A digital certificate includes the encrypted server public key, information about the authoritative organization, the server domain name, and certificate content signed with the CA’s private key. The signature is generated by first calculating a digital digest of the certificate content with a hash function, and then encrypting that digest with the private key of the authority. The certificate also includes the signature algorithm and the corresponding domain name.

After the client receives the certificate, it uses the locally configured public key of the trusted authority to verify and parse the certificate. The digital signature can be decrypted with the CA’s public key to obtain the certificate information digest. The client then calculates the digest of the current certificate according to the method described in the certificate and compares it with the received digest.

If the two digests match, it means the certificate was indeed issued for the server and has not been modified by a man-in-the-middle. An attacker may have the authority’s public key and may be able to read or attempt to modify the certificate content, but after modification the attacker would need to sign the certificate again.
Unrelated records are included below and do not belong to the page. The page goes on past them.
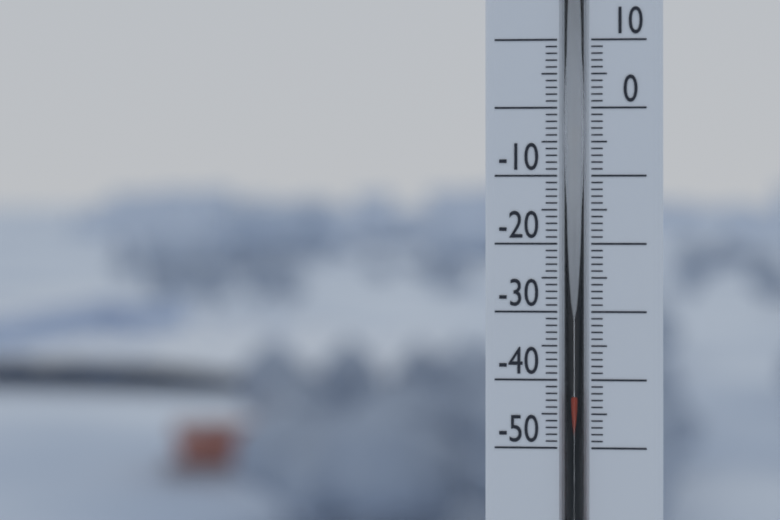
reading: -42 (no unit)
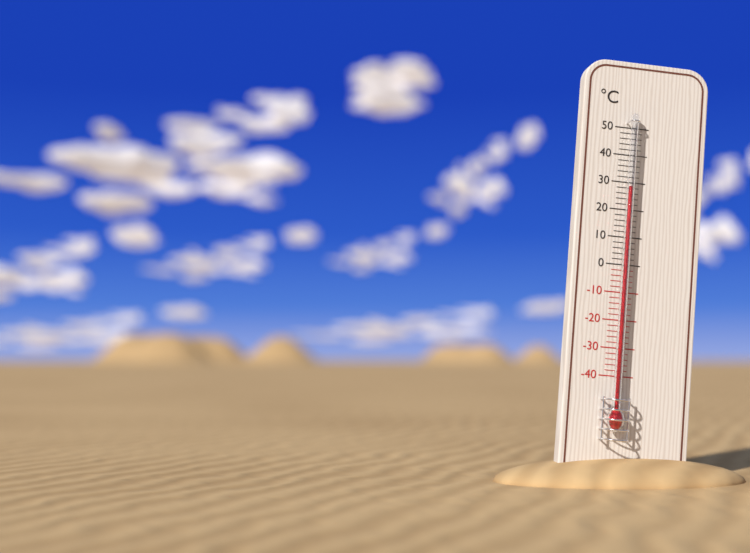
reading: 28 °C
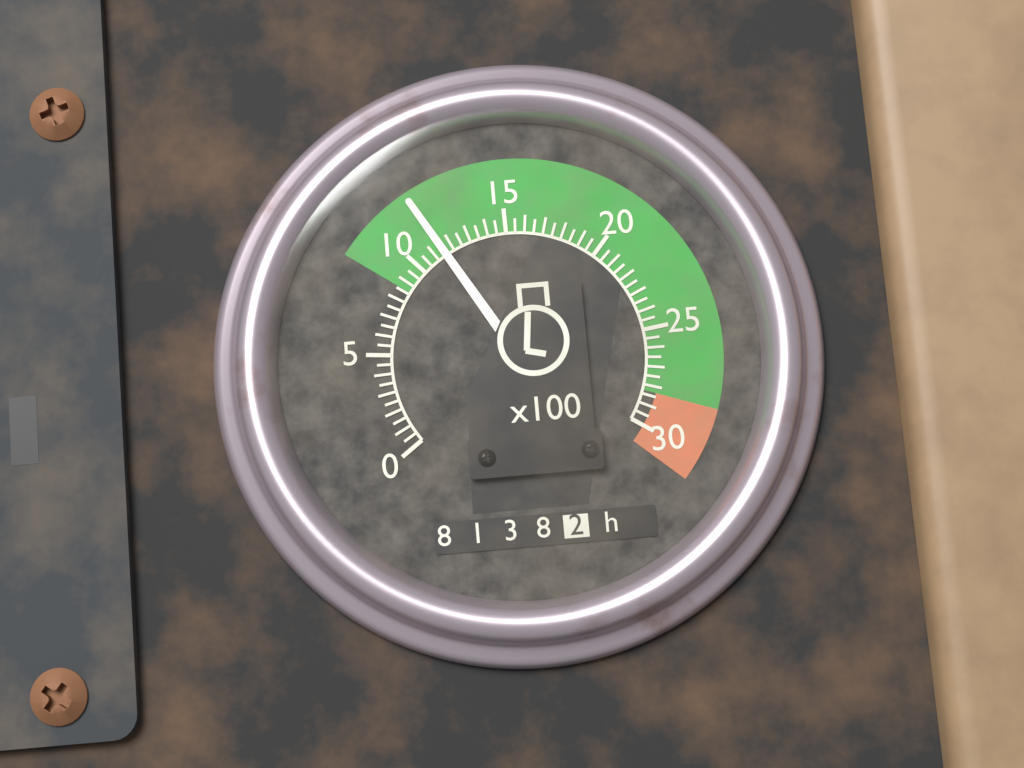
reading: 11.5 x100 rpm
Without the authority’s private key, they cannot create a valid signature. Forced or random modification would cause the certificate content and certificate signature to mismatch, and the client would reject it.

Could an attacker apply for a certificate that displays the same server information and pretend to be the server? Under normal CA verification rules, this is not feasible. When an attacker requests certification from a CA, the CA requires proof of domain ownership, such as domain WHOIS information or access to the domain management email address. Since the attacker cannot provide proof that they own the target server’s domain, they cannot convince the CA to issue a valid certificate for that domain.
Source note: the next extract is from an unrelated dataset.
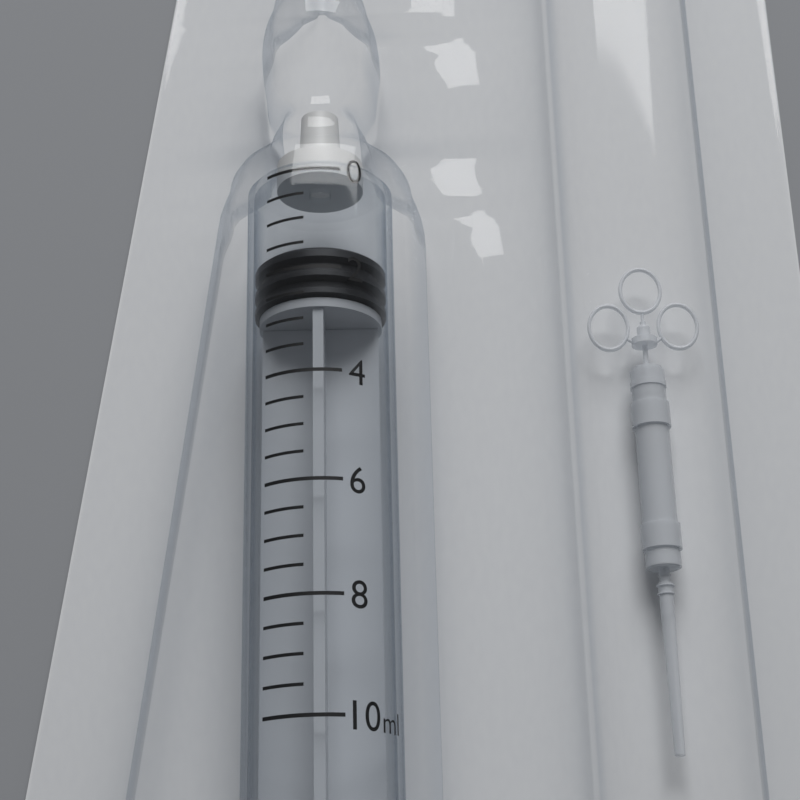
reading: 1.5 ml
6. Practical considerations

Security considerations

HTTPS improves communication security, but it is not a universal solution to every security problem.

  1. The protection scope of HTTPS encryption is limited. It does little against certain types of attacks, such as hacker intrusion, denial-of-service attacks, and server hijacking.
  2. The trust chain behind SSL certificates is not absolutely safe. In particular, if a country or organization can control CA root certificates, man-in-the-middle attacks can still become possible.
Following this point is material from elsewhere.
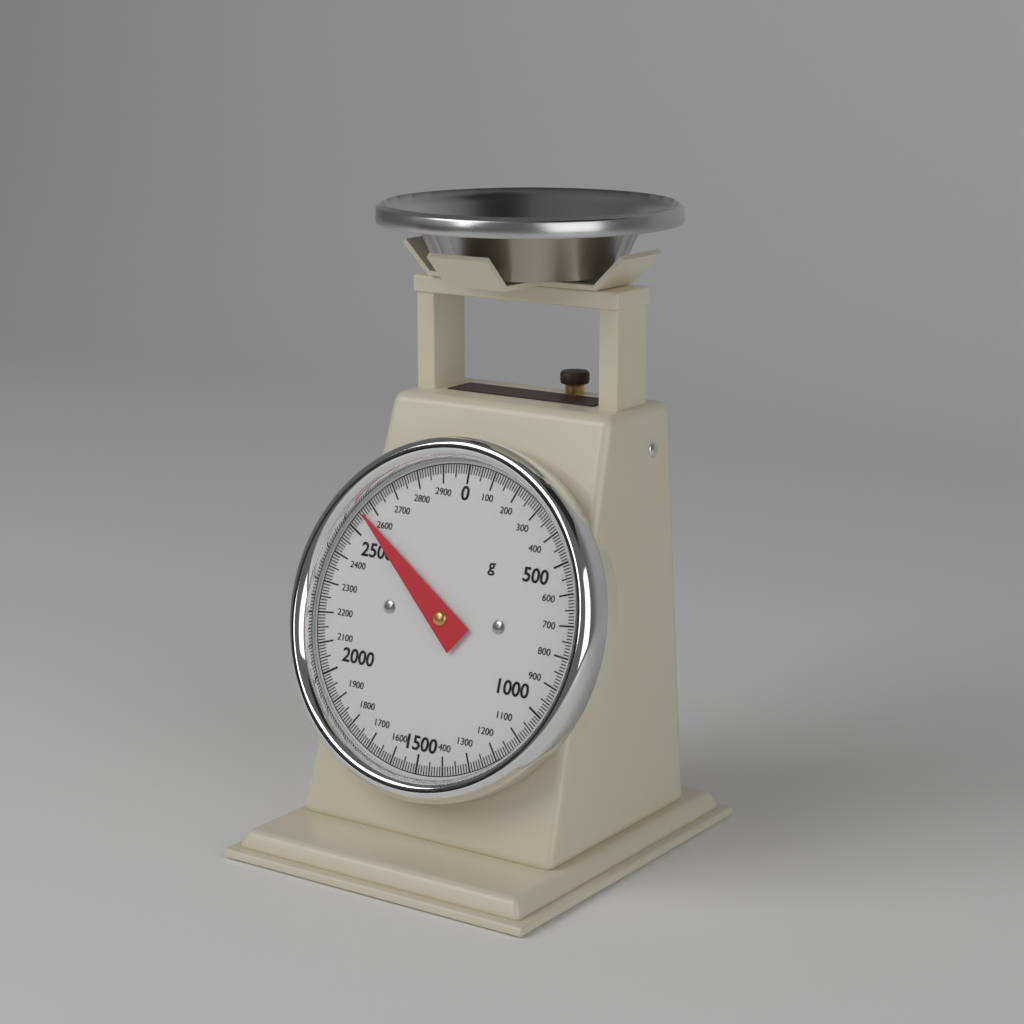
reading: 2560 g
A man-in-the-middle attack, often abbreviated as MITM, refers to an attacker intercepting and potentially modifying network communication data. MITM attacks can be passive or active. A passive MITM attack only steals communication data without changing it, while an active MITM attack both steals and modifies the communication data. Common man-in-the-middle attacks often occur on public Wi-Fi networks or public routers.

Cost and performance considerations

HTTPS also comes with practical costs:

  1. SSL certificates usually need to be purchased or applied for, and certificates with more powerful features tend to cost more.
  2. SSL certificates often need to be bound to IP addresses. Traditionally, multiple domains could not be bound to the same IP for SSL usage, and IPv4 resources cannot support that kind of consumption. SSL extensions can partially solve this problem, but they are more complicated and require browser and operating system support. Windows XP does not support this extension, and considering its historical installation base, this feature was once of limited practical value.
  3. According to ACM CoNEXT data, using HTTPS can increase page loading time by nearly 50% and increase power consumption by 10% to 20%.
  4. HTTPS connection caching is not as efficient as HTTP, which can increase traffic costs.
  5. HTTPS consumes significantly more server-side resources. Websites with many visitors may need to invest more in infrastructure.
  6. The HTTPS handshake phase is relatively time-consuming and can affect website response speed and user experience.

A more balanced approach is to apply HTTPS where sensitive information is involved and use HTTP where encryption is less critical. For example, a site may use HTTP on its public homepage while switching to HTTPS for pages involving user information, login, or registration.